Worldwide smartphone shipments are expected to surpass one billion units in 2013, representing 39.3 percent growth over 2012, according to a recently published mobile phone forecast from IDC Worldwide Quarterly Mobile Phone Tracker.
Despite a number of mature markets nearing smartphone saturation, the demand for low-cost computing in emerging markets continues to drive the smartphone market forward. By 2017, total smartphone shipments are expected to approach 1.7 billion units, resulting in a compound annual growth rate (CAGR) of 18.4 percent from 2013 to 2017.
While shipment has gone up, the average selling price (ASP) has seen a steady decline. Android has enabled a number of new manufacturers to enter the smartphone market supported by a variety of turnkey processing solutions. Many of these handset vendors have focused on low-cost devices as a way to build brand awareness.

In four years’ time, your smartphone may be smarter than you. It will be able to predict your next move, next purchase or interpret actions based on what it knows, according to Gartner. This insight will be performed based on an individual’s data gathered using cognizant computing — the next step in personal cloud computing.

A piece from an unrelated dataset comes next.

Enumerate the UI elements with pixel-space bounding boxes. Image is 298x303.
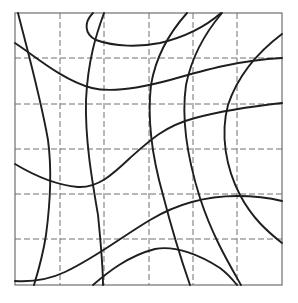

One billion smartphones are expected to be shipped this year, helping the global mobile phone market to rebound from just 1.2 percent growth in 2012 to 7.3, percent in 2013, according to IDC
Samsung led the smartphone market as smartphones outshipped feature phones for the first time in Q1. According to IDC (see table below), Samsung not only maintained its pole position but widened its market share lead over Apple in the smartphone market.